DEL LAGRACE VOLCANO:

67 except for her lungs when she died. I understand so much more, of course, about being a parent. But she apologized to me before she died. She said, "I'm so proud of you." I know you made it in spite of me rather than because of me. That gave me the space to tell her that I thought she had given me a lot of good things. I cannot paint

01:50:30

DEL LAGRACE VOLCANO:

one kind of picture any more than I can make one kind of photograph. My story is I think I'm coming out more now, now that I'm this ripe old age, of not wanting to only present a heroic portrait of myself, you know? But there are certain

01:51:00

DEL LAGRACE VOLCANO:

beings that need to pass, you could say, before I'm gonna be able to feel free to tell everything. None of it I'm ashamed of, but I think that it's a survival, but it's like not one of these kitschy triumph over adversity. It's like triumph, adversity, triumph, adversity. It's messy.

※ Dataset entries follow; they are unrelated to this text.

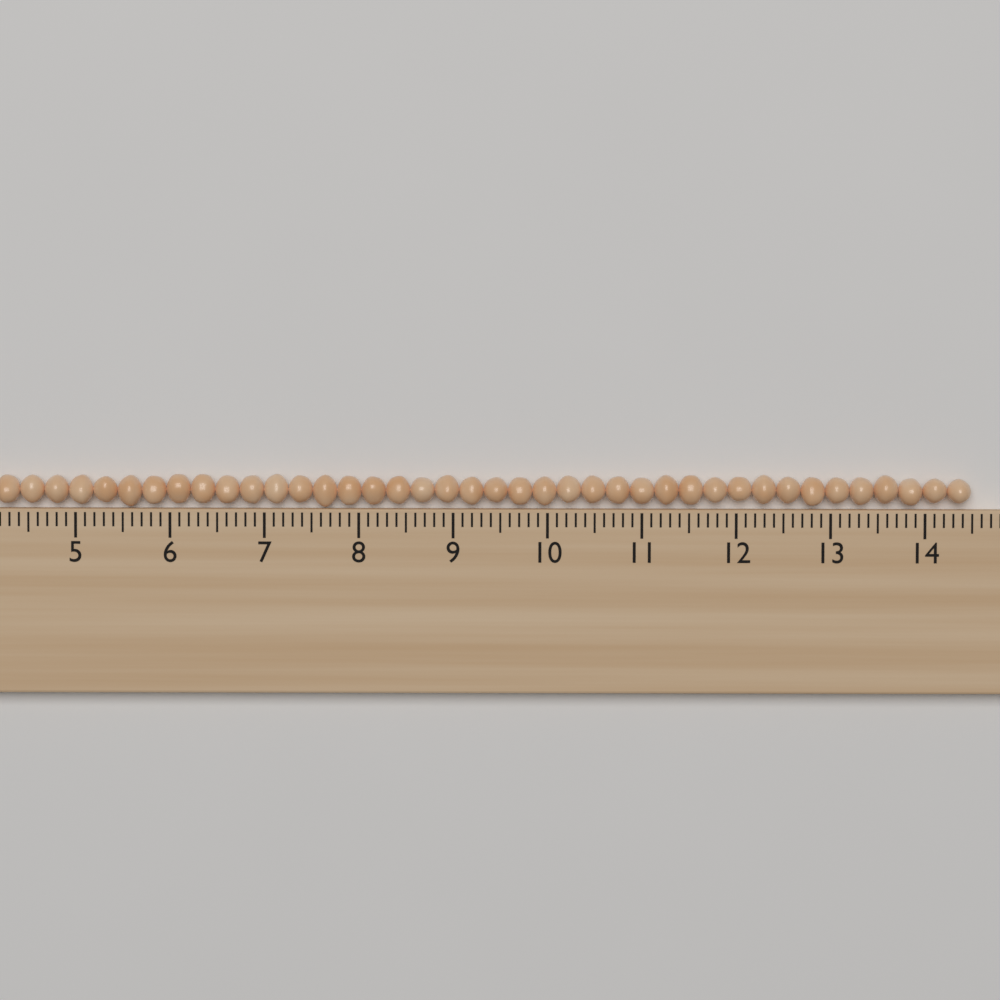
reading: 14.5 (no unit)
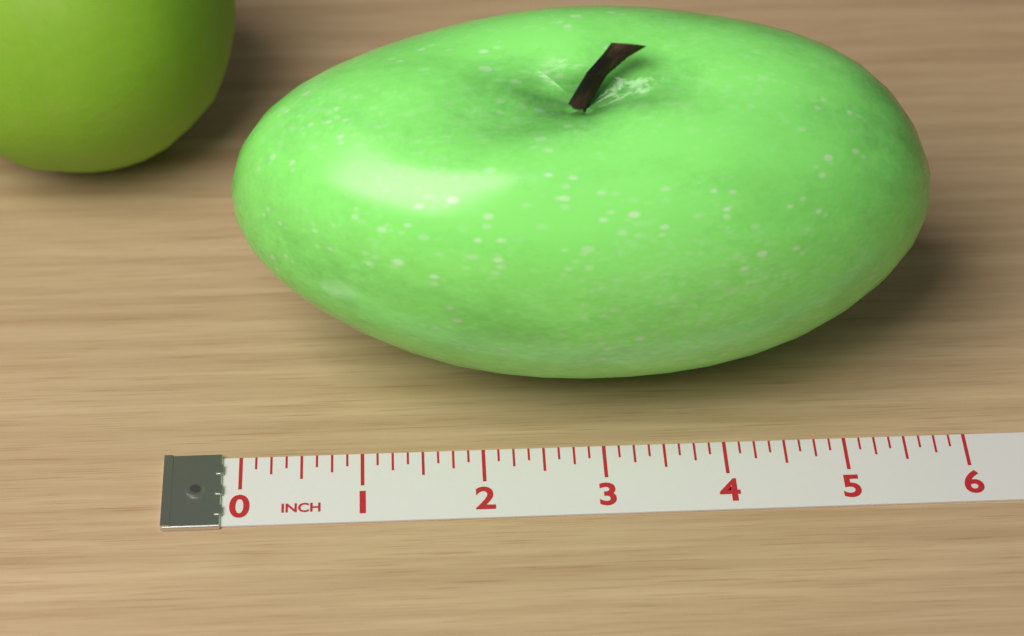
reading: 5.750 inch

It's not linear.

01:51:30

DEL LAGRACE VOLCANO:

But I think it's worth telling. I can have the female conditioning to feel like, is my story really worth telling? Who do I think I am anyway? I know I don't come across like that, but I do think that sometimes.

LUCY MUKERJEE:

Thank you for sharing that. Well said. Well, our last question is

01:52:00

LUCY MUKERJEE:

really about this organization, this archive. We'd like you to just say a few words, whatever comes to mind on what do you think is the importance of a project like OUTWORDS, an archive for queer stories?

DEL LAGRACE VOLCANO:

Is it an archive for all queer stories of all ages, or are you just right now focusing on elders before we die away?

01:52:30

LUCY MUKERJEE:

The organization is focused on elders' stories.

DEL LAGRACE VOLCANO:

Okay. So it's not just queer stories, it's queer elder stories.

LUCY MUKERJEE:

That's true. Thank you.

DEL LAGRACE VOLCANO:

I would've so much liked to hear more queer stories when I was growing up. I was fortunate to know queer people and to have that not be strange.

01:53:00

DEL LAGRACE VOLCANO:

I really like hearing people's stories and the ones I've listened to with OUTWORDS so far have been just beautiful and amazing. Sometimes they can be a little heartbreaking, but you know, like I've said, we do live with the kind of safety net that a lot of other people take for granted.

01:53:30

DEL LAGRACE VOLCANO:

I'm looking forward to hearing a lot of the other stories and I'm really impressed if anybody has listened. I don't know if you're gonna cut it or what, but if anybody has listened this long, well done. Thank you.

LUCY MUKERJEE:

Thank you. That's it. You made it through. You were wonderful. Thank you so much for sharing so, so much. It was really beautiful and I know

01:54:00

LUCY MUKERJEE:

it would be really meaningful to the viewers.

DEL LAGRACE VOLCANO:

You were easy to bounce off of, so thank you for that.

LUCY MUKERJEE:

I'm glad.

DEL LAGRACE VOLCANO:

Now it's --

LUCY MUKERJEE:

Is it very late dinner?

DEL LAGRACE VOLCANO:

No, it's not very late, but it's very raining. I think our heat wave is finally over now. See, I should have -- I mean, I didn't get to show you any of my muscles or anything, but

01:54:30

DEL LAGRACE VOLCANO:

I'm gonna make that video. I'm gonna make that video and have to decide what to wear and get back into the gym so I don't injure myself again. I think it's good. I think it's really good to -- I'm so glad, I don't know who all managed it, but it seems like you're a very well-funded, very professional organization. Thank you, Juan, if you're still listening.